Originally posted by Rico MossyRocks, Moore's Law has nothing to do with cost to manufacture it has to do with the rate at which transistors are miniaturized.
The costs of chips is determined by the area of the chip, yields, number of steps in the process, and development costs, thus in a lot of cases Moore's Law does directly affect the cost of a chip, just not camera sensors since there isn't a die shrink to be had. I brought up Moore's Law because the post I was responding to was hoping for a fall in the prices of these sensors like what has been seen with other electronics. A big reason for the fall in price of other electronics was because of Moore's Law allowing chips to be produced at a substantially lower cost. If you can pack in twice the transistors in a given area then you can produce almost twice the number of chips in the same amount of time using the same amount of resources. There will be some additional losses from the decrease in yield but that is more than made up for by the number of viable chips produced per wafer from the die shrink in most cases. The number of steps in the process has remained the same as has the material cost and so has the chip development cost. This does not apply to sensors since all full frame sensors are about the same size, same with APS-C sensors, and all others since there is no die shrink that happens because of Moore's Law unlike other chips.
I did state that sensors have benefited from Moore's Law by having ever greater pixel densities and lower noise at a given pixel size. When it comes to pixel size the pixel pitch that
the K-3 had (3.88um) is basically
diffraction limited with a lens at f/2.8 (airy disc diameter of 3.7um) but
the K-1 with it's larger pixel pitch (4.86um) isn't diffraction limited at f/2.8. Of course this assumes a perfect ideal lens which we are not using most of the time. When shooting at f/8 on a k-3 the airy disc created by a point light source (10.7um) would almost completely cover a 3x3 grid of pixels. However with some software this can be handled reasonably well and add in pixel shift with the K-3ii and newer cameras and we really are at about the practical limit of what can be achieved with an interchangeable lens camera. A K-1 full frame sensor at the same pixel density as a K-3 would have a resolution of around 57 megapixels and this one being at 60 seems close enough for comparison and is a nice round number that people like.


■ **Problem requirements**
Return the data exactly, apart from leaving out the pictures.

Figure dataset records:
• • • • • • •

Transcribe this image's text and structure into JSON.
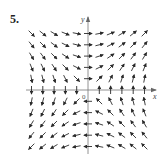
{
  "figure": {
    "problem_number": "5.",
    "x_axis_label": "x",
    "y_axis_label": "y",
    "origin_label": "0"
  },
  "chart_data": {
    "type": "direction_field",
    "title": "5.",
    "xlabel": "x",
    "ylabel": "y",
    "origin_label": "0",
    "grid": {
      "x_values": [
        -5,
        -4,
        -3,
        -2,
        -1,
        0,
        1,
        2,
        3,
        4,
        5
      ],
      "y_values": [
        -5,
        -4,
        -3,
        -2,
        -1,
        0,
        1,
        2,
        3,
        4,
        5
      ]
    },
    "vector_field": {
      "dx": "y",
      "dy": "x",
      "normalized": true
    },
    "quadrant_directions": {
      "Q1": "up-right",
      "Q2": "down-right",
      "Q3": "down-left",
      "Q4": "up-left",
      "positive_x_axis": "up",
      "negative_x_axis": "down",
      "positive_y_axis": "right",
      "negative_y_axis": "left"
    },
    "layout": {
      "origin_px": [
        88,
        90
      ],
      "spacing_px": 11.3,
      "arrow_length_px": 8,
      "color": "#2a2a2a",
      "axis_color": "#777777"
    }
  }
}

• • • • • • •

■ **Reply**
Transcribe this image's text and structure into JSON.
{
  "figure": {
    "problem_number": "5.",
    "x_axis_label": "x",
    "y_axis_label": "y",
    "origin_label": "0"
  },
  "chart_data": {
    "type": "direction_field",
    "title": "5.",
    "xlabel": "x",
    "ylabel": "y",
    "origin_label": "0",
    "grid": {
      "x_values": [
        -5,
        -4,
        -3,
        -2,
        -1,
        0,
        1,
        2,
        3,
        4,
        5
      ],
      "y_values": [
        -5,
        -4,
        -3,
        -2,
        -1,
        0,
        1,
        2,
        3,
        4,
        5
      ]
    },
    "vector_field": {
      "dx": "y",
      "dy": "x",
      "normalized": true
    },
    "quadrant_directions": {
      "Q1": "up-right",
      "Q2": "down-right",
      "Q3": "down-left",
      "Q4": "up-left",
      "positive_x_axis": "up",
      "negative_x_axis": "down",
      "positive_y_axis": "right",
      "negative_y_axis": "left"
    },
    "layout": {
      "origin_px": [
        88,
        90
      ],
      "spacing_px": 11.3,
      "arrow_length_px": 8,
      "color": "#2a2a2a",
      "axis_color": "#777777"
    }
  }
}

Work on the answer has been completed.